Maybe that’s why I was feeling so sorry for myself that chilly Saturday morning at the Minneapolis Farmers Market. Meandering from table to table, glancing at produce, I heard someone call out, “I have collards for yooou!”

I looked up, and an older Hmong gentleman smiled and beckoned me toward his table. I stared at him, thinking, Wait a minute. The one Black person you see, and you assume I want collard greens? For real? I mean, what kind of culinary racial profiling is this right here?

I had my eye-roll locked and was set to dramatically suck my teeth, but I stopped short. He was an elder, probably old enough to be my grandfather. His smile was genuine and disarming. It was as though he’d been saving this leafy prize of his labor and talent for someone who would appreciate it.

My face softened. I laughed at myself under my breath and walked over to his table. His collards were pretty. The leaves weren’t too big; the color was right. As my Aunt Mable taught me back home in Florida, collards are best picked after a cool night. They’re more tender that way.

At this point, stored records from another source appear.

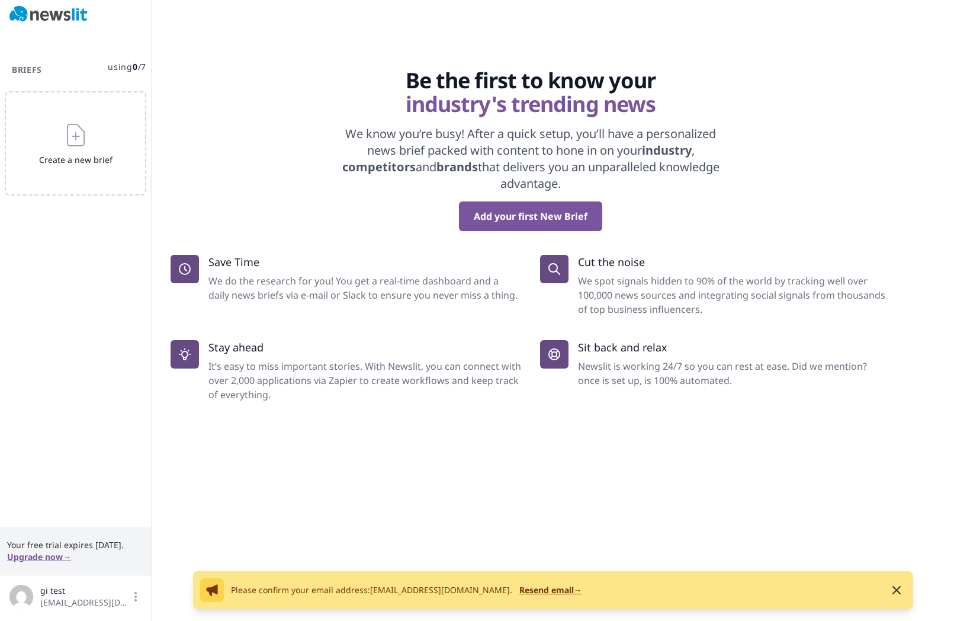 The image size is (954, 621). I want to click on dd: We do the research for you! You get a real-time dashboard and a daily news briefs via e-mail or S..., so click(365, 288).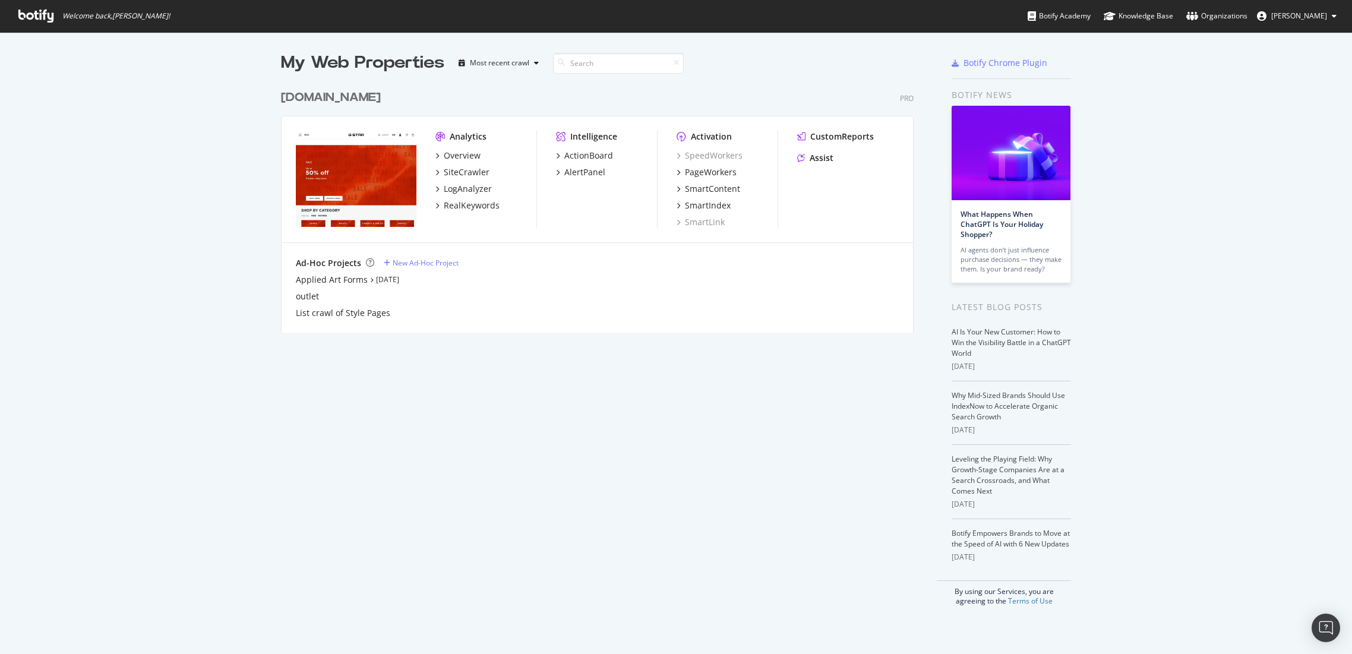 This screenshot has width=1352, height=654. I want to click on a: Terms of Use, so click(1030, 601).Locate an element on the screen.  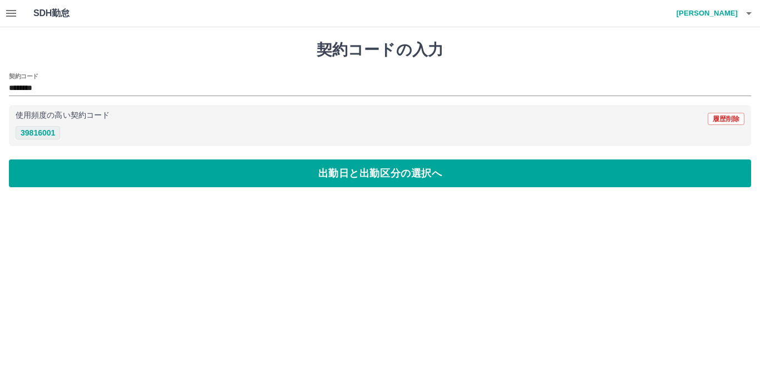
h1: 契約コードの入力 is located at coordinates (380, 50). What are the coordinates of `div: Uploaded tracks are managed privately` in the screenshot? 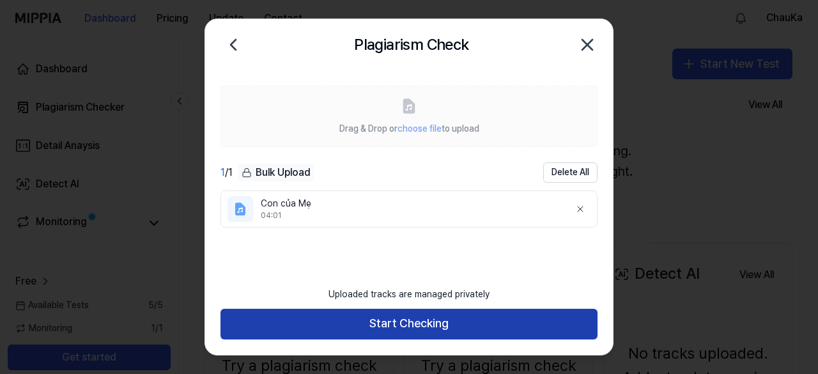 It's located at (409, 294). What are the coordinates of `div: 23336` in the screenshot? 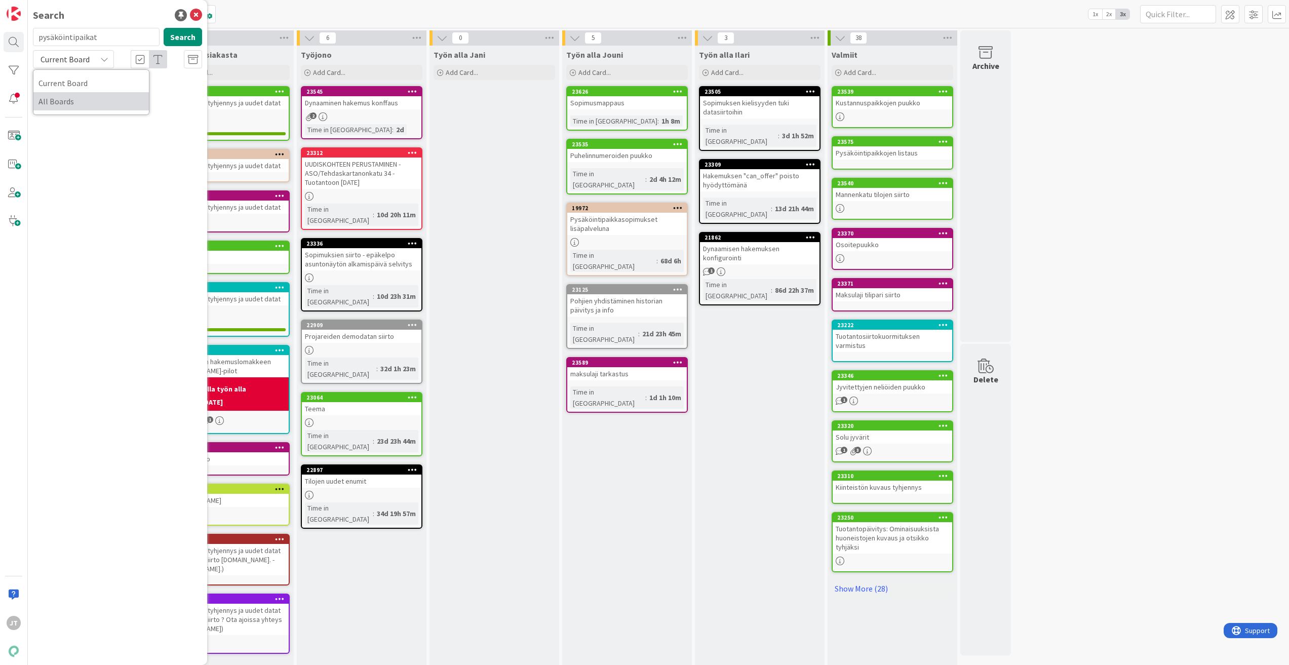 It's located at (362, 244).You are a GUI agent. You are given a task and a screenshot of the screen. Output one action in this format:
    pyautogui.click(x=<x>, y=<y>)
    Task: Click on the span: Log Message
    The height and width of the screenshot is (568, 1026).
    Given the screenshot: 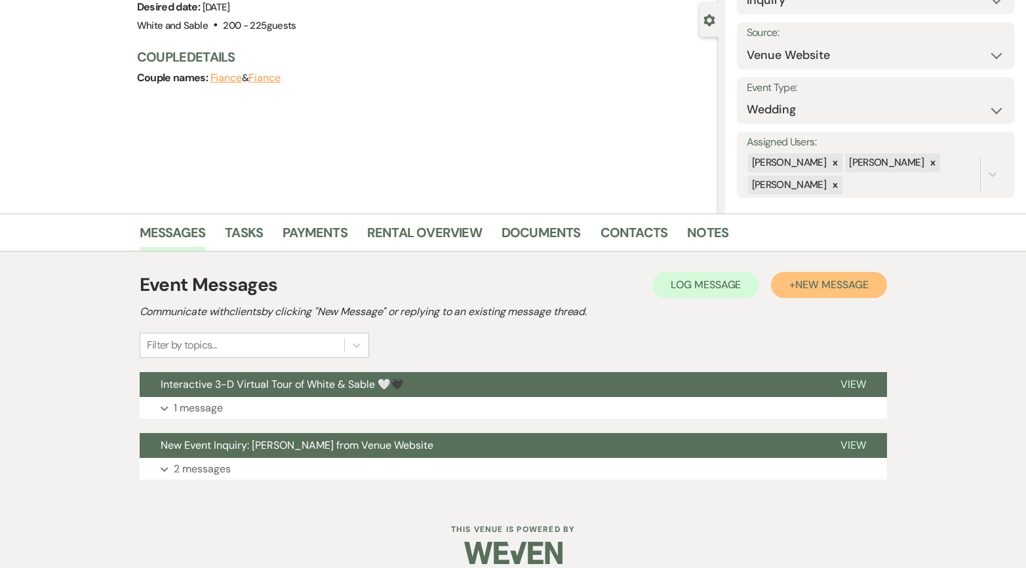 What is the action you would take?
    pyautogui.click(x=705, y=284)
    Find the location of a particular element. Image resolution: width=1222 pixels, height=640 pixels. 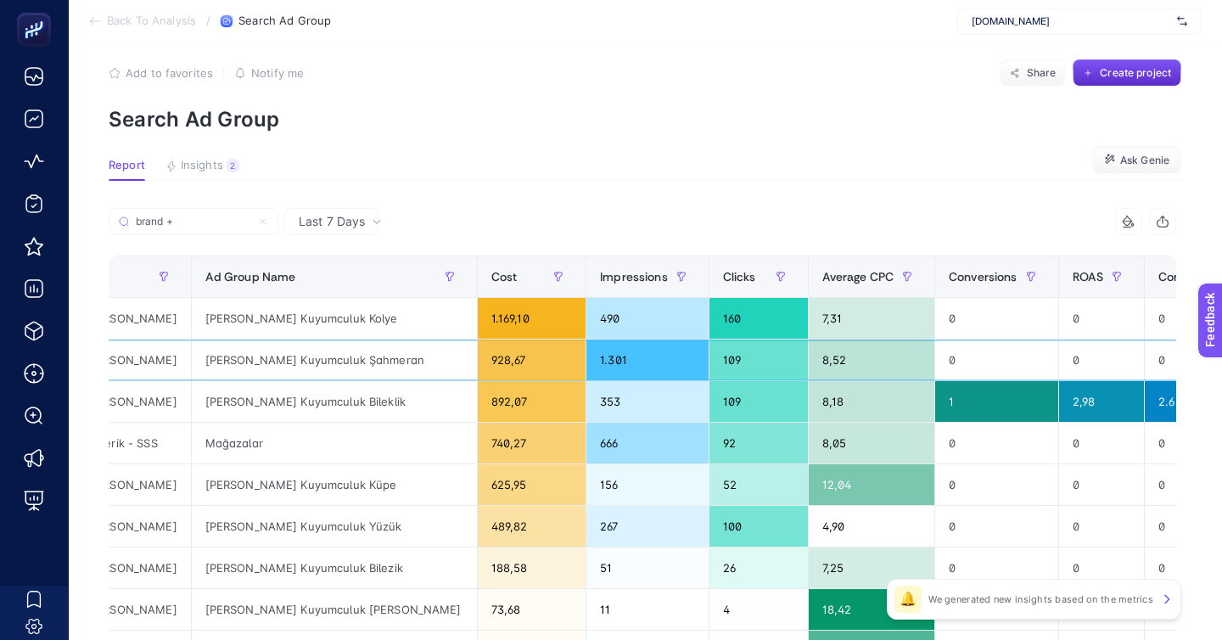

span: Add to favorites is located at coordinates (169, 73).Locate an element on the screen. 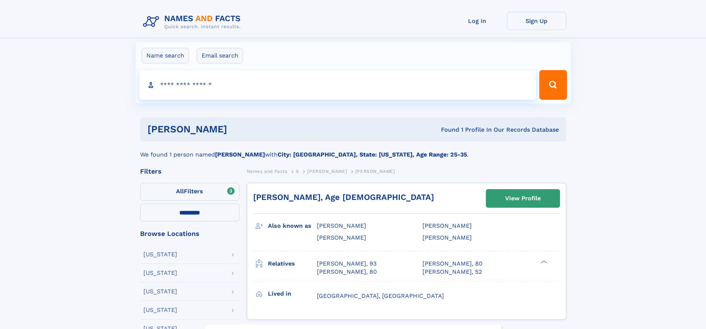  label: Name search is located at coordinates (165, 56).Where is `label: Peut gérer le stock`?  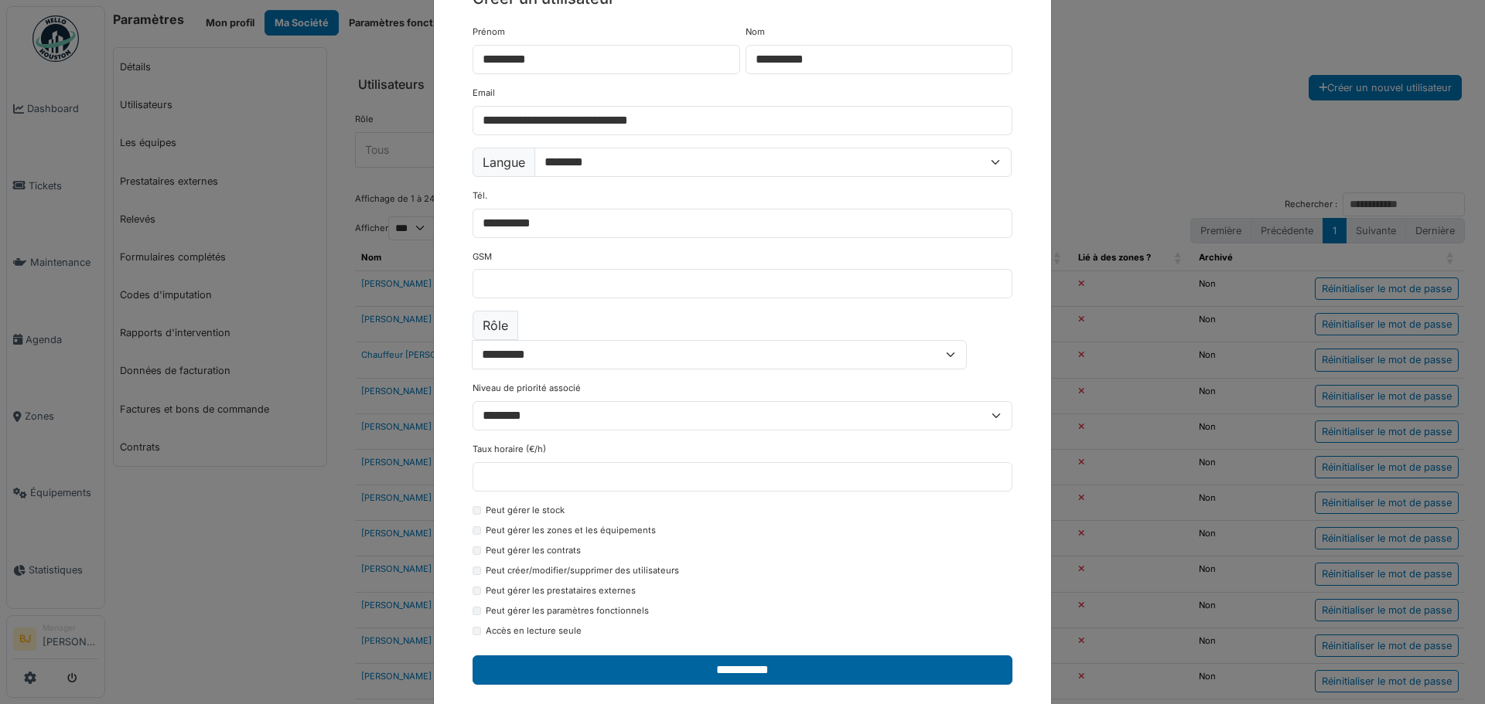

I gathered bunches. The farmer held open a bag. I stuffed them in and left nary a leaf. As I paid, he thanked me and told me to come back. Clearly, I had not been his first Black customer.

A dear friend of mine does not believe that breaking bread together builds bridges. The act of sharing a meal may fill bellies, but it won’t solve problems, he insists. Perhaps he is correct. Perhaps it is a platitude we should retire. But on that day at the market, that gentleman and I were both trying to make our way in a place that was not ours. Collard greens, fresh with dew, helped us—if only for a few moments—walk that road together. In their own way, perhaps greens made us feel that we belonged; made us believe that in a place so white, so frigid, so foreign, we could be home.

Rosalind Bentley is Gravy’s deputy editor and the interim director of the MFA program in narrative nonfiction at the University of Georgia. This story is adapted from “Snow Falling on Collards: Finding Our Way Home,” a presentation given at La Cocina’s Voices From the Kitchen storytelling event in November 2019 in San Francisco.